Film / Reviews
Nightcrawler
Nightcrawler (15)
USA 2014 117 mins Dir: Dan Gilroy Starring: Jake Gyllenhaal, Rene Russo, Riz Ahmed, Bill Paxton, Ann Cusack
Remember Stephen Tomkinson’s Damien Day in Drop the Dead Donkey? Globelink News’s ethically challenged star reporter was not above punching a small boy to get him to cry on camera or asking a despot’s firing squad for a second take. In one memorable episode, it was discovered that the child’s doll featured prominently in so many of his poignant news reports of massacres and natural disasters was, in fact, one that he carried with him to sex up his stories. Extract the comedy and make it darker – much darker – and you’re more or less in the milieu of the timely Nightcrawler.
Small-time LA hustler and petty thief Louis Bloom (Jake Gyllenhaal) lacks formal education but is possessed of ample reserves of low cunning. You can almost hear his brain gears clanking as this amoral, ingratiating, bottom-feeding loner pulls up to the scene of a freeway crash and watches engrossed as camera-wielding ‘nightcrawlers’ record bloody footage to sell to local news networks. He’s soon joining in, amateurishly waving his crappy camcorder in cops’ faces. But ambitious Louis’s lack of moral scruples impresses hard-bitten Nina (Rene Russo), News Director of the city’s lowest-rated network. She explains patiently the modern refinement of the ‘if it bleeds, it leads’ mantra. What she really wants is footage of urban crime in suburban neighbourhoods, preferably with white, middle-class victims and ethnic minority perps.
Coming on like an amalgam of Yosser Hughes, Patrick Bateman and Rupert Pupkin, with the gaunt physique of Christian Bale in The Machinist (indeed, one could imagine the role being written for Bale), Jake Gyllenhaal’s bug-eyed sociopath is a magnificently grotesque creation, recycling trite management homilies from the internet while wallowing in the journalistic gutter. Kudos too to Rene Russo, who makes the most of one of those rare meaty roles for older women, her ruthless-yet-vulnerable Nina being locked together with Bloom in a macabre dance of co-dependent desperation. Brit Riz Ahmed (of Four Lions fame) is also on excellent form as Louis’s increasingly appalled but equally hungry ‘intern’, in a role that draws on his acting talents for once, rather than simply hinging on his ethnicity.
Juggling pitch black comedy with moments of genuinely palm-moistening tension, Dan Gilroy’s superbly shot, provocative directorial debut is quite simply the best film about TV news since Network.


Problem to work on ▸ Please count how many lines of the data include the word "Game". Give only that number in reply.

Supplied entries ▸
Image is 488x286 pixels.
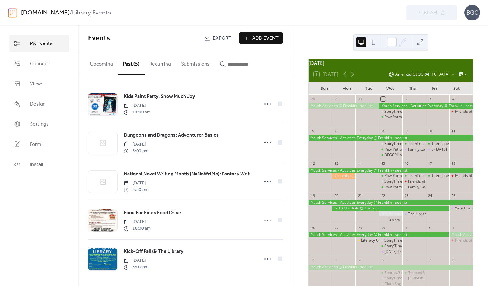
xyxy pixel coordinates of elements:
div: 29 [334,97,338,101]
div: StoryTime @ Eastern [379,238,402,243]
span: Kids Paint Party: Snow Much Joy [124,93,195,100]
div: 5 [310,129,315,133]
div: The Library Candy Quest [402,211,425,216]
div: 26 [310,225,315,230]
span: Events [88,31,110,45]
div: TeenTober @ Franklin [408,141,446,146]
button: Past (5) [118,51,144,75]
div: 5 [380,257,385,262]
span: My Events [30,40,53,48]
div: Paw Patrol @ Franklin [384,114,422,120]
div: 27 [334,225,338,230]
a: Kick-Off Fall @ The Library [124,247,183,256]
div: Paw Patrol @ Franklin [384,147,422,152]
div: 16 [404,161,409,166]
div: Mon [335,82,357,95]
div: StoryTime @ Eastern [384,275,421,281]
span: Install [30,161,43,168]
div: STEAM - Build @ Franklin [332,205,449,211]
div: StoryTime @ Eastern [384,141,421,146]
div: Sat [445,82,467,95]
div: Family Game Night Eastern [402,184,425,190]
div: Halloween Trivia Night [379,249,402,254]
div: 12 [310,161,315,166]
div: 1 [380,97,385,101]
div: 30 [404,225,409,230]
div: 3 [427,97,432,101]
span: Settings [30,121,49,128]
a: Kids Paint Party: Snow Much Joy [124,93,195,101]
b: Library Events [72,7,111,19]
div: 22 [380,193,385,198]
div: E-Recycling Day [425,147,449,152]
span: Kick-Off Fall @ The Library [124,248,183,255]
div: 28 [357,225,362,230]
img: logo [8,8,17,18]
a: [DOMAIN_NAME] [21,7,70,19]
div: 19 [310,193,315,198]
div: 8 [380,129,385,133]
div: E-[DATE] [431,147,447,152]
div: Paw Patrol @ Franklin [384,184,422,190]
button: Submissions [176,51,215,74]
div: Paw Patrol @ Franklin [379,114,402,120]
a: Add Event [239,32,283,44]
div: [PERSON_NAME] Trivia Night [408,275,458,281]
span: [DATE] [124,141,149,148]
div: StoryTime @ Eastern [384,238,421,243]
div: Friends of The Library Book Sale [449,173,472,178]
div: 18 [451,161,456,166]
span: Add Event [252,35,278,42]
div: 3 [334,257,338,262]
span: 11:00 am [124,109,151,115]
a: Food For Fines Food Drive [124,209,181,217]
div: TeenTober @ Franklin [402,141,425,146]
div: TeenTober @ Franklin [402,173,425,178]
div: 21 [357,193,362,198]
div: [DATE] Trivia Night [384,249,418,254]
span: 10:00 am [124,225,151,232]
div: Friends of the Library Monthly Meeting [408,179,475,184]
div: Friends of The Library Book Sale [449,109,472,114]
div: StoryTime @ Eastern [379,275,402,281]
div: 29 [380,225,385,230]
div: TeenTober @ Franklin [431,173,469,178]
div: 7 [357,129,362,133]
div: Youth Services - Activities Everyday @ Franklin - see list [308,232,449,237]
div: Youth Services - Activities Everyday @ Franklin - see list [308,135,472,141]
div: BGC [464,5,480,20]
span: 3:00 pm [124,264,149,270]
div: StoryTime @ Eastern [384,179,421,184]
div: 31 [427,225,432,230]
div: [DATE] [308,59,472,67]
div: Literacy Coalition of Greene County Board Meeting [355,238,379,243]
div: 23 [404,193,409,198]
span: Food For Fines Food Drive [124,209,181,216]
div: BEGCPL Monthly Library Board Meeting [384,152,454,158]
div: 9 [404,129,409,133]
div: TeenTober @ Franklin [408,173,446,178]
div: Youth Services - Activities Everyday @ Franklin - see list [308,168,472,173]
span: Dungeons and Dragons: Adventurer Basics [124,132,219,139]
div: StoryTime @ Eastern [384,109,421,114]
span: 3:00 pm [124,148,149,154]
div: 2 [404,97,409,101]
span: Views [30,80,43,88]
div: 1 [451,225,456,230]
div: Paw Patrol @ Franklin [379,184,402,190]
div: Fri [423,82,445,95]
div: Paw Patrol @ Franklin [379,147,402,152]
a: My Events [9,35,69,52]
a: National Novel Writing Month (NaNoWriMo): Fantasy Writing Workshop [124,170,255,178]
div: 6 [334,129,338,133]
a: Form [9,136,69,153]
div: Columbus Day/Staff Training Day - Library Closed [332,173,355,178]
div: Youth Activities @ Franklin - see list [308,264,472,270]
span: America/[GEOGRAPHIC_DATA] [395,72,449,76]
div: Story Time @ Franklin [379,243,402,249]
span: Design [30,100,46,108]
div: 28 [310,97,315,101]
div: Family Game Night [408,147,441,152]
div: Snoopy/Peanuts 3D Fall Leaves Scene Craft @ Franklin [379,270,402,275]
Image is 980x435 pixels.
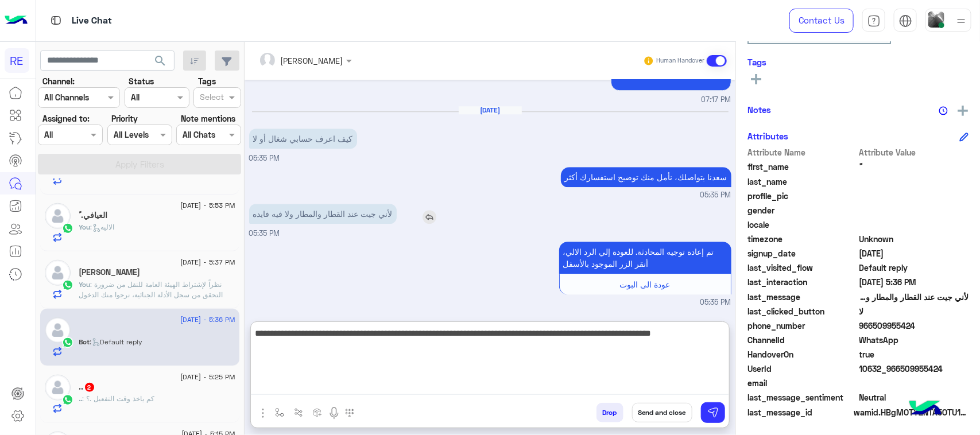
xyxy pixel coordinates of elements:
a: tab [862,8,885,33]
span: last_visited_flow [748,261,857,274]
span: null [859,219,969,231]
label: Channel: [43,75,75,87]
button: Drop [596,403,624,422]
img: notes [939,106,948,115]
label: Tags [198,75,216,87]
span: signup_date [748,247,857,259]
img: WhatsApp [62,222,73,234]
img: hulul-logo.png [905,389,946,429]
img: send voice note [327,406,341,420]
span: [DATE] - 5:37 PM [180,257,235,268]
span: 05:35 PM [700,190,732,201]
span: last_interaction [748,276,857,288]
h5: العيافي. ً [80,211,108,220]
span: Attribute Value [859,146,969,158]
img: create order [313,408,322,417]
span: 05:35 PM [249,229,280,238]
p: 5/9/2025, 5:35 PM [561,167,732,187]
img: defaultAdmin.png [45,375,70,401]
span: You [80,280,91,289]
span: عودة الى البوت [620,280,670,289]
span: 966509955424 [859,319,969,332]
span: 05:36 PM [563,310,598,319]
h6: Tags [748,56,969,67]
h6: Notes [748,105,771,115]
img: profile [954,14,969,28]
span: [DATE] - 5:36 PM [180,314,235,325]
p: Conversation was assigned to [PERSON_NAME] [249,308,732,320]
button: Trigger scenario [289,403,308,422]
span: email [748,377,857,389]
img: send message [707,407,719,418]
span: search [153,54,167,68]
p: Live Chat [72,13,112,29]
small: Human Handover [656,56,704,66]
div: Select [198,91,224,105]
div: RE [5,48,29,73]
img: WhatsApp [62,337,73,349]
p: 5/9/2025, 5:35 PM [249,128,357,148]
img: select flow [275,408,284,417]
h6: Attributes [748,131,788,141]
button: select flow [271,403,289,422]
span: لأني جيت عند القطار والمطار ولا فيه فايده [859,291,969,303]
span: last_message [748,291,857,303]
span: 05:35 PM [700,297,732,308]
img: make a call [345,409,354,418]
button: Send and close [632,403,693,422]
span: null [859,377,969,389]
p: 5/9/2025, 5:35 PM [249,204,397,224]
span: wamid.HBgMOTY2NTA5OTU1NDI0FQIAEhgUM0FDMjk1RUQyRjkyNjk3NzQzOTMA [854,406,969,418]
img: defaultAdmin.png [45,260,70,286]
p: 5/9/2025, 5:35 PM [559,242,732,274]
img: Trigger scenario [294,408,303,417]
span: Default reply [859,261,969,274]
span: نظراً لإشتراط الهيئة العامة للنقل من ضرورة التحقق من سجل الأدلة الجنائية، نرجوا منك الدخول على حس... [80,280,223,319]
span: first_name [748,160,857,173]
img: defaultAdmin.png [45,317,70,343]
label: Assigned to: [43,112,89,125]
h5: .. [80,382,96,392]
span: 0 [859,391,969,404]
span: timezone [748,233,857,245]
span: 07:17 PM [702,95,732,105]
button: search [146,50,174,75]
span: : الاليه [91,222,115,231]
h5: ابو نواف [80,268,141,277]
span: gender [748,204,857,216]
span: true [859,349,969,360]
span: profile_pic [748,190,857,202]
img: WhatsApp [62,280,73,291]
label: Priority [112,112,138,125]
span: Attribute Name [748,146,857,158]
span: 05:35 PM [249,154,280,162]
span: : Default reply [90,337,143,346]
span: لا [859,305,969,317]
img: tab [49,13,63,28]
span: .. [80,394,83,403]
span: [DATE] - 5:25 PM [180,372,235,382]
img: userImage [928,11,944,28]
span: locale [748,219,857,231]
a: Contact Us [790,8,854,33]
span: last_name [748,176,857,188]
span: 10632_966509955424 [859,362,969,375]
span: last_message_id [748,406,852,418]
span: HandoverOn [748,349,857,360]
span: null [859,204,969,216]
img: reply [423,210,437,224]
img: tab [868,15,881,28]
span: 2024-08-01T04:28:50.248Z [859,247,969,259]
span: UserId [748,362,857,375]
span: last_clicked_button [748,305,857,317]
img: defaultAdmin.png [45,203,70,229]
span: [DATE] - 5:53 PM [180,200,235,211]
img: tab [899,15,912,28]
span: Unknown [859,233,969,245]
img: Logo [5,8,28,33]
span: 2 [85,383,94,392]
img: WhatsApp [62,394,73,406]
button: create order [308,403,327,422]
span: 2025-09-05T14:36:01.049Z [859,276,969,288]
h6: [DATE] [459,106,522,114]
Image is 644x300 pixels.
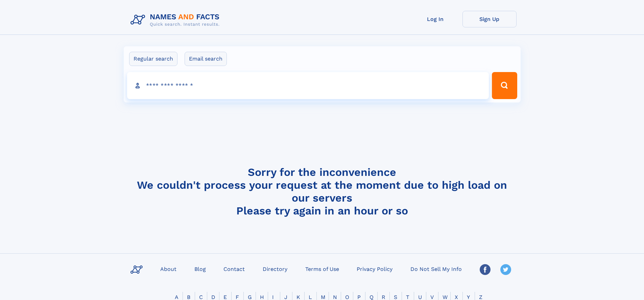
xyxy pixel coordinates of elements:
a: Log In [409,11,463,27]
button: Search Button [492,72,517,99]
a: Directory [260,264,290,274]
label: Email search [184,52,227,66]
a: Privacy Policy [354,264,396,274]
img: Facebook [479,264,491,276]
img: Twitter [501,264,511,276]
a: Do Not Sell My Info [408,264,465,274]
input: search input [127,72,489,99]
a: Sign Up [463,11,517,27]
h4: Sorry for the inconvenience We couldn't process your request at the moment due to high load on ou... [128,166,517,218]
a: Terms of Use [303,264,341,274]
a: Contact [221,264,248,274]
a: About [158,264,179,274]
a: Blog [192,264,209,274]
label: Regular search [129,52,178,66]
img: Logo Names and Facts [128,11,225,29]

Result ▸ 2